Just like films, TV shows often go through several name changes from original concept to pilot script to pitch meeting to “We think it would be more marketable if you called it…..” Here are 8 examples.
The original title for Roseanne was Life and Stuff, which its star felt neatly summed up the premise of the show. However, by the time the pilot was filmed, the producers thought it wise to exploit the skyrocketing success of Roseanne Barr’s standup comedy and named the show after the “Domestic Goddess” America seemed to love. “Life and Stuff” became the title of the premiere episode.

Remember Fraggle Rock? When creator Jim Henson first envisioned his utopia of different Muppet creatures living together in harmony, he called them “Woozles” and the tentatively titled the series Woozle World. The other “species” detailed in his early drafts included the Giant Wozles (who evolved into the Gorgs) and the Wizzles, a precursor to the Doozers.
While Roseanne specialized in blue collar humor, Married…with Children’s humor was usually just plain blue. In fact, it ran so contrary to the accepted norm for a family sitcom that creators Michael Moye and Ron Leavitt originally shopped their pilot script around under the title Not the Cosby Show.
The science fiction anthology series The Outer Limits was originally going to be called Please Stand By (as can be seen in this rare clip). But with the Cuban Missile Crisis so fresh in America’s mind, ABC decided that flashing the words “Please Stand By” on TV screens might send viewers rushing to their back yard bomb shelters.
That 70s Show was called Teenage Wasteland when Ashton Kutcher auditioned for the role of Michael Kelso. The pilot script underwent a few more name changes (including another Who classic, The Kids Are Alright) before it finally aired.

When Glenn Howerton, Charlie Day and Rob McElhenney were cobbling together the pilot script for a proposed TV series about a group of very self-centered buddies, they pitched it to various networks with a title which they felt best summed up the main characters: Jerks. FX kinda sorta liked the idea, except for the title and the locale (the show was originally set in Los Angeles). The creators changed the setting of their show to McElhenney’s home town and the new name just presented itself: It’s Always Sunny in Philadelphia.

When Norman Lear was asked by Fred Silverman to build a series around 10-year-old wiseguy Gary Coleman, he mapped out a basic story that had Gary being adopted by a wealthy white man who lived in the Westchester town of Hastings-on-Hudson and called the project 45 Minutes from Harlem. Conrad Bain was brought on board to portray the pater familias, and he suggested the backstory (wealthy widower honoring his dying housekeeper’s request that he adopt her two boys) that became the premise of the series. Since the millionaire’s home had moved from the suburbs to nearby Manhattan, the name of the show was changed to Diff’rent Strokes.
In the early 1970s, Garry Marshall and Jerry Belson collaborated on a TV series set in idyllic 1950s Milwaukee. Paramount passed on New Family in Town, but they did eventually retool that pilot script and used it as a piece called “Love and the Happy Days” on their anthology series Love, American Style in 1972. That segment was so well-received that Marshall and Belson were hired to produce a series based on their original idea, only with a new title (Happy Days) and some new casting (Tom Bosley instead of Harold Gould).
i remember reading somewhere that ‘that 70′s show’ got it’s name because when they showed its pilot, along with some others, to a test audience, and then asked them which show they liked the best, most of them said they liked ‘that 70′s show’.
posted by alison on 3-27-2009 at 11:29 am
After the Fonz became a huge hit during the 1st season of Happy Days, they wanted to change the name to Fonzis Happy Days. I believe it was Henry Winkler that voted the idea down.
posted by Patrick on 4-6-2009 at 7:01 pm
“It’s Always Sunny…” was also titled “It’s Always Sunny on TV” because the show was supposed to be so unlike any other TV show.
posted by rich on 4-9-2009 at 2:05 pm
I thought that 70′s show was just a little bit over rated when in comparison to the classics of the 60s 70s and 80s.
posted by global7x on 5-5-2009 at 9:08 pm
The only one I can picture being named something else is Fraggle Rock –> Woozle World. It’s kinda catchy!
posted by Levinson Axelrod on 12-28-2009 at 10:57 am
I feel obligated to point out that although the phrase “Teenage Wasteland” figures prominently into that The Who song, it is actually called Baba O’Riley.
posted by Cookie on 5-12-2010 at 12:30 pm
The discarded ’45 Minutes from Harlem’ sounds even more leaden when you consider that it was a play on the title of the then-seventy-year-old George M. Cohan song ’45 Minutes from Broadway.’
posted by Ego Nemo on 1-18-2011 at 1:01 pm
It’s probably a good thing Jim Henson dropped “Woozle World”. All it makes me think of is Heffalumps and Woozles, from “Winnie-the-Pooh.”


**EXERCISE DETAILS:** Copy, from the data below, each line that has the word "volts".

⁂

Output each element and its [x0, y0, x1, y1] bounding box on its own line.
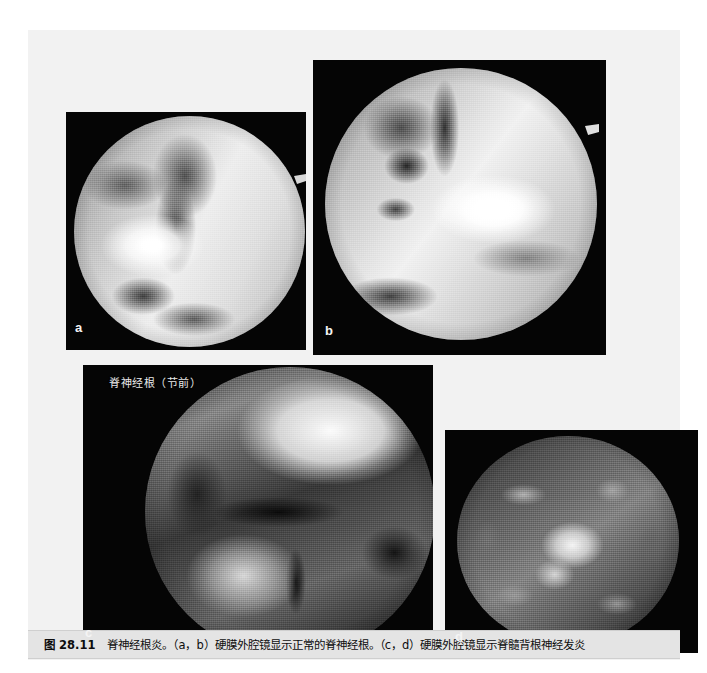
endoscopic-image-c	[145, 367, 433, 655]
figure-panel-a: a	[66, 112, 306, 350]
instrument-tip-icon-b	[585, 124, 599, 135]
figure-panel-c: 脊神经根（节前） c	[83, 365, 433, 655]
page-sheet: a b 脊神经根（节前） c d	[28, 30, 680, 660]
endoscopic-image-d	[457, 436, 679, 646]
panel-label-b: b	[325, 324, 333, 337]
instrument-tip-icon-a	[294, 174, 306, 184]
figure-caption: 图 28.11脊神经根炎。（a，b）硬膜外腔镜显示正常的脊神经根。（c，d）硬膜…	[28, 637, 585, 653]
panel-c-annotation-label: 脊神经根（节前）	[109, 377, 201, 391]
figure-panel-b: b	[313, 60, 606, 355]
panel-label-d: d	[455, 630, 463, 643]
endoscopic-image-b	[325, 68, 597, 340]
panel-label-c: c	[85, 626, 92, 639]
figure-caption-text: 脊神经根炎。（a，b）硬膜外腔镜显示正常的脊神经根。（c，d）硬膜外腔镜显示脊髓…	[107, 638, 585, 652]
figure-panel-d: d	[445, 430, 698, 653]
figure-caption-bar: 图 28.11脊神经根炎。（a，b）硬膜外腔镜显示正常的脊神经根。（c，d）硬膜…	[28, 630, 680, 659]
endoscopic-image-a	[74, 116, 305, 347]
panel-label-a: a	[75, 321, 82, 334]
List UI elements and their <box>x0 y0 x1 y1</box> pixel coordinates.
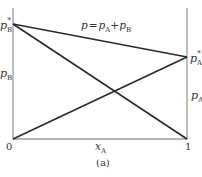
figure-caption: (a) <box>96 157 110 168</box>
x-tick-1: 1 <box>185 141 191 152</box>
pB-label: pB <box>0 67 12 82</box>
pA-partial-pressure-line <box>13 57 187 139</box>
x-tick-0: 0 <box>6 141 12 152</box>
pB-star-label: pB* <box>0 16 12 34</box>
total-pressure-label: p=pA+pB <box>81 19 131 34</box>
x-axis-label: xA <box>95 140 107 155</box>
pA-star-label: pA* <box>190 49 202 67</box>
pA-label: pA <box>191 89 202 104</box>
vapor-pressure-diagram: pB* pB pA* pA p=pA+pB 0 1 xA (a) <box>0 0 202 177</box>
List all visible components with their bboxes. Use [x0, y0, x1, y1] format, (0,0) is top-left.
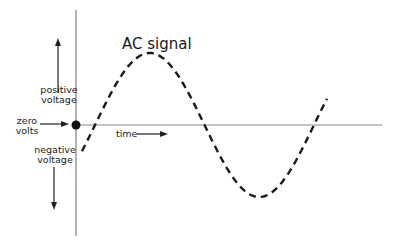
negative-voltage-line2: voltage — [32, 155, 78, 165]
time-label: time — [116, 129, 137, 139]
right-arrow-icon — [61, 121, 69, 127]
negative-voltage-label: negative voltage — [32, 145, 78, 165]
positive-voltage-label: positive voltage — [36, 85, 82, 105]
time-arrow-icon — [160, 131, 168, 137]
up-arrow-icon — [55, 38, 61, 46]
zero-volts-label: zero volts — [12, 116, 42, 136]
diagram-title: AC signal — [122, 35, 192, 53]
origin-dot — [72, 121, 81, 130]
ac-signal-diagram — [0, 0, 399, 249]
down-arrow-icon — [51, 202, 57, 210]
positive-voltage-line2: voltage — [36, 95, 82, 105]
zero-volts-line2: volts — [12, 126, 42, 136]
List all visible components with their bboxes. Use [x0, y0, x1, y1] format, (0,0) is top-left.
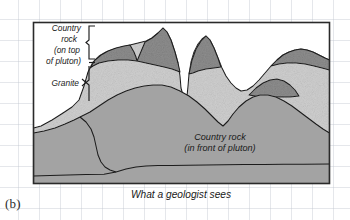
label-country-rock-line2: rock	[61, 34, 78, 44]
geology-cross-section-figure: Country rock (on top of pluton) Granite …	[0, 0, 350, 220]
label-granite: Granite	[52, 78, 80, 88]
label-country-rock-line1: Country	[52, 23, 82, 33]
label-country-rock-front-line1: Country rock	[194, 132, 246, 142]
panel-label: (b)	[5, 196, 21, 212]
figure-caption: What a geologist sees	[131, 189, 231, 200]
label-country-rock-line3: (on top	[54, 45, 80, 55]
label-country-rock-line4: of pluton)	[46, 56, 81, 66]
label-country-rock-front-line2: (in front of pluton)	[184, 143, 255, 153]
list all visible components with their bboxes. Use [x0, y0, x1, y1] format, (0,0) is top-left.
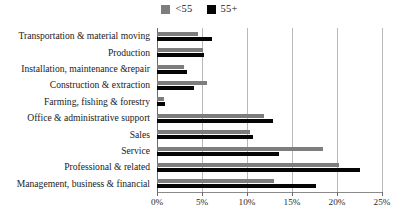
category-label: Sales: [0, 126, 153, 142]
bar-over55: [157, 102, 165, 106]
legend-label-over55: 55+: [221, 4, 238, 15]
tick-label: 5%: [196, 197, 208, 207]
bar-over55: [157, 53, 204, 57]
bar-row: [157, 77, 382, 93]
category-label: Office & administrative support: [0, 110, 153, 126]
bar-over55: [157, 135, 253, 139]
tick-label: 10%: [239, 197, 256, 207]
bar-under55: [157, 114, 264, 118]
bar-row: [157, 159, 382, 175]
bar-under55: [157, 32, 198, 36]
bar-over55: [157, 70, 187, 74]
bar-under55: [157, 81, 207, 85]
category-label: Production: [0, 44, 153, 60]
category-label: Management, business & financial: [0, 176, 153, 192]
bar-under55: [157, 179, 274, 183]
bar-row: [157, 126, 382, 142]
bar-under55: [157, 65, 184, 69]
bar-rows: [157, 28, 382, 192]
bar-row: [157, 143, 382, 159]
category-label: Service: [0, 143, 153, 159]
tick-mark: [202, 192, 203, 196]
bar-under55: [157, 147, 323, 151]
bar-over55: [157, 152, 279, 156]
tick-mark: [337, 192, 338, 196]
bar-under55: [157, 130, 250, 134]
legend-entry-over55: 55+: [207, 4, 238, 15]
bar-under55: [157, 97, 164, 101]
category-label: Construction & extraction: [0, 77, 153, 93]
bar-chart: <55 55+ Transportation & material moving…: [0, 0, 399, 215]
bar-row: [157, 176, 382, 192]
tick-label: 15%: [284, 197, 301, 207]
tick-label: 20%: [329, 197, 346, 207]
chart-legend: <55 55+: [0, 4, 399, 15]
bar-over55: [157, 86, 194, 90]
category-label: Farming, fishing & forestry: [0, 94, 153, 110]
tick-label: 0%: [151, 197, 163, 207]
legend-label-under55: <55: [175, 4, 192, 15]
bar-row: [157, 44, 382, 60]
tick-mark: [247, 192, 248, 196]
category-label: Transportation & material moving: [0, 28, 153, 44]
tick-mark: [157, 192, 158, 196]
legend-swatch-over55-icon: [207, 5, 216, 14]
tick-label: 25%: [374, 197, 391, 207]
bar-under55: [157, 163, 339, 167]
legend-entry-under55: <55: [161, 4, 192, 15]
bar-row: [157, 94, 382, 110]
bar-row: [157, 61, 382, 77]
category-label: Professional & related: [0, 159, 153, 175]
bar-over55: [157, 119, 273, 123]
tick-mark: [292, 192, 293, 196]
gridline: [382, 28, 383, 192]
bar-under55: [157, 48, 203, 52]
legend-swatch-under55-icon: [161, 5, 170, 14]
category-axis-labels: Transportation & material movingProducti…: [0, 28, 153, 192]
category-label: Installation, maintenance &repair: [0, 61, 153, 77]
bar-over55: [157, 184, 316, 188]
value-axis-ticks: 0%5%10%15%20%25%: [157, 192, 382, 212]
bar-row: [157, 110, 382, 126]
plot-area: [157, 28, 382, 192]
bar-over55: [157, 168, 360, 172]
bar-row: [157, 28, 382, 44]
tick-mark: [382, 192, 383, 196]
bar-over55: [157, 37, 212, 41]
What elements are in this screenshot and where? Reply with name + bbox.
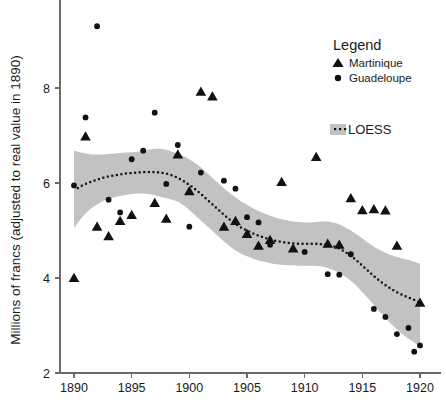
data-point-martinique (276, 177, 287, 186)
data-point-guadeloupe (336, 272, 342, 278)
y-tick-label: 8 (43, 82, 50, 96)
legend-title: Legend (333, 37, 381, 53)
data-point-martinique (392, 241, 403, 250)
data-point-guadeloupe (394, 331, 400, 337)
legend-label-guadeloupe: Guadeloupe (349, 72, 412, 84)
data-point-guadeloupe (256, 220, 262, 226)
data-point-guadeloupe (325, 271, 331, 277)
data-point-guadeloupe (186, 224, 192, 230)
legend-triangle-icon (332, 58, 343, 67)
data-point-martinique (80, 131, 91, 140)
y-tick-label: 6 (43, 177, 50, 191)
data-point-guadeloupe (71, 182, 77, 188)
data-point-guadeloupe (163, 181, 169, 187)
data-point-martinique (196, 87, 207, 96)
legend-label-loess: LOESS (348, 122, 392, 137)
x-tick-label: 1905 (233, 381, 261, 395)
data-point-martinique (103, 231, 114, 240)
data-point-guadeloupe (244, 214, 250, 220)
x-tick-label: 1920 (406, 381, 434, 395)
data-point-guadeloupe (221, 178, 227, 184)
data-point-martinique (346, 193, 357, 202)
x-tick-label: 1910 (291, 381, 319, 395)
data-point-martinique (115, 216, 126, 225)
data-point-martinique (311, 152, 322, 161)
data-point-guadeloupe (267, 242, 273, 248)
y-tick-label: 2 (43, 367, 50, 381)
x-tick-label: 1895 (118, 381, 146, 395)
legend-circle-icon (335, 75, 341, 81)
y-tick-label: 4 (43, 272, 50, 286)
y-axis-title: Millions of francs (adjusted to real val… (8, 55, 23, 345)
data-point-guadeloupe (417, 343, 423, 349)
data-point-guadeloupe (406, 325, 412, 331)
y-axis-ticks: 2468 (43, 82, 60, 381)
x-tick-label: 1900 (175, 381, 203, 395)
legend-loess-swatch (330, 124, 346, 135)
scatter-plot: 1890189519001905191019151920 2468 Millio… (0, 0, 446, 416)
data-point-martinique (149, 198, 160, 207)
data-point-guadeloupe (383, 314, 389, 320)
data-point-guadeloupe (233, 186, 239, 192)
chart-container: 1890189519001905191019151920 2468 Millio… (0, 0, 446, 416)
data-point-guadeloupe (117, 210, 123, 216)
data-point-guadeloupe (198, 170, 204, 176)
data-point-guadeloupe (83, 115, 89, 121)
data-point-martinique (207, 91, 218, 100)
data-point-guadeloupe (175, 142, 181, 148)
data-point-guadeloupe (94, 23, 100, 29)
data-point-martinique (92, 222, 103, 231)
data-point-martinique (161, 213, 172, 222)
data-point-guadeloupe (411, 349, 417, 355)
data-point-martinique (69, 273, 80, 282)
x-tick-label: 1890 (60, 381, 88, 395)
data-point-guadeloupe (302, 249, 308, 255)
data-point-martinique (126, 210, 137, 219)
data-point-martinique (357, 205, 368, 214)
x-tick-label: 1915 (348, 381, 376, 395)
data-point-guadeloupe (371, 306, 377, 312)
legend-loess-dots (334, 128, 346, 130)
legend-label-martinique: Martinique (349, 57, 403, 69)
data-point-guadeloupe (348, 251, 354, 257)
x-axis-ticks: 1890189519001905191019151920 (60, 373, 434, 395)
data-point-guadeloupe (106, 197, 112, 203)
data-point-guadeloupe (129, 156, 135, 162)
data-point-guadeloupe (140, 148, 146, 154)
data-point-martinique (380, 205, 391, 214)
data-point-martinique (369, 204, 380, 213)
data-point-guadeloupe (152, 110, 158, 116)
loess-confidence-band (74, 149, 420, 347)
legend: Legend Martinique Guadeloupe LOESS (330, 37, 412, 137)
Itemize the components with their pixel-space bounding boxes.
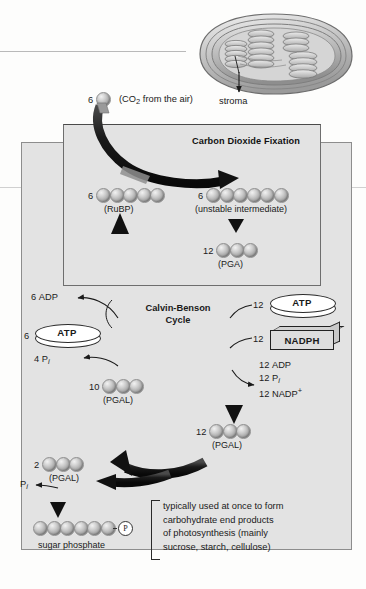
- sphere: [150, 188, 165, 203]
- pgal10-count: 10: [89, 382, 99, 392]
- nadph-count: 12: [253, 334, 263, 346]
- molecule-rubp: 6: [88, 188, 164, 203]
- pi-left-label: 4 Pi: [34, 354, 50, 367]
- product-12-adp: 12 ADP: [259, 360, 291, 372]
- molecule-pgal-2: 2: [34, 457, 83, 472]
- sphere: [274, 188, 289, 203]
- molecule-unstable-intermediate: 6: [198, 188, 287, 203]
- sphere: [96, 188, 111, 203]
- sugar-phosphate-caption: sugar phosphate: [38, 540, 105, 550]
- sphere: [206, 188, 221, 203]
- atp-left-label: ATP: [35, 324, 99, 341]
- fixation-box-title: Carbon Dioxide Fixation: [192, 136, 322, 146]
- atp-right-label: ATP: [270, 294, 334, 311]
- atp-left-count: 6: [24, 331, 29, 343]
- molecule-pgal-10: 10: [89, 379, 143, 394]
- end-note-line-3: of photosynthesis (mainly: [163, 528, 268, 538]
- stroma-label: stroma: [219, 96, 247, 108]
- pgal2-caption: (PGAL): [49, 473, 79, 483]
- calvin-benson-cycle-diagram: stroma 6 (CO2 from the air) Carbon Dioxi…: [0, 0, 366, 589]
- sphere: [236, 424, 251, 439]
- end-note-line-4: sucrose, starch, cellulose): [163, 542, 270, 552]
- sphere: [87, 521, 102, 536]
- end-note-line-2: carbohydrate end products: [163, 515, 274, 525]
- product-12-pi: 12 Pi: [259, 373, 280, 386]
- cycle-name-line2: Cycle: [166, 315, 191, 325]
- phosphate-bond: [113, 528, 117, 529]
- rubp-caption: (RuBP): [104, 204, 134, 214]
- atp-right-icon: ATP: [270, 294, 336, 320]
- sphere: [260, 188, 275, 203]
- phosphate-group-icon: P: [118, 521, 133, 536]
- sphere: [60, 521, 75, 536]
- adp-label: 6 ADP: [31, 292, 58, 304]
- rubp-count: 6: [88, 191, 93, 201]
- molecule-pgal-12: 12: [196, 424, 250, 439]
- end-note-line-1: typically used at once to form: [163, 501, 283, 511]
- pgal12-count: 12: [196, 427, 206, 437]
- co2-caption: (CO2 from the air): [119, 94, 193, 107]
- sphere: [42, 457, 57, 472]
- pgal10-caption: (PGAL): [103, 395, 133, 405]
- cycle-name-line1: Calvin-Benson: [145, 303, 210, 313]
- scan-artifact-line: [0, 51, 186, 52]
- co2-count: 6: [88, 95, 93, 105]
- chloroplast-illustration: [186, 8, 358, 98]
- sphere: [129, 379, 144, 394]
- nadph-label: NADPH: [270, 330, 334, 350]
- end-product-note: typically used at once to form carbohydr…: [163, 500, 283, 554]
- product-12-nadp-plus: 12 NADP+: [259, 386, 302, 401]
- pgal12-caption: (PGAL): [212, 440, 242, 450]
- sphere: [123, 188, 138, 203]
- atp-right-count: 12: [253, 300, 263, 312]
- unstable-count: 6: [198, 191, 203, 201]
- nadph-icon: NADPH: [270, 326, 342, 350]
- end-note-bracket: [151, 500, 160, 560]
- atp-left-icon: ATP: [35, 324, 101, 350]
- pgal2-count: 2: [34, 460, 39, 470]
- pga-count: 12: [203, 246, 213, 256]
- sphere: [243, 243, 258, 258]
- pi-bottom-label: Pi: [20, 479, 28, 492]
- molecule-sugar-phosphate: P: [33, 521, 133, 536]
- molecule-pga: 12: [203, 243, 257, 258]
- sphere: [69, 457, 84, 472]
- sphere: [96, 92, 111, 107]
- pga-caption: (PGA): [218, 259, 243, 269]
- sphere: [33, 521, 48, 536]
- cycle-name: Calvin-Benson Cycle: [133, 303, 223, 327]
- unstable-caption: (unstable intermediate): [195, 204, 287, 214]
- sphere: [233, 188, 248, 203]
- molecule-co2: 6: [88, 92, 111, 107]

⁂

**EXPECTED ANSWER:**
zero-volts-label: zero volts — [12, 116, 42, 136]
zero-volts-line2: volts — [12, 126, 42, 136]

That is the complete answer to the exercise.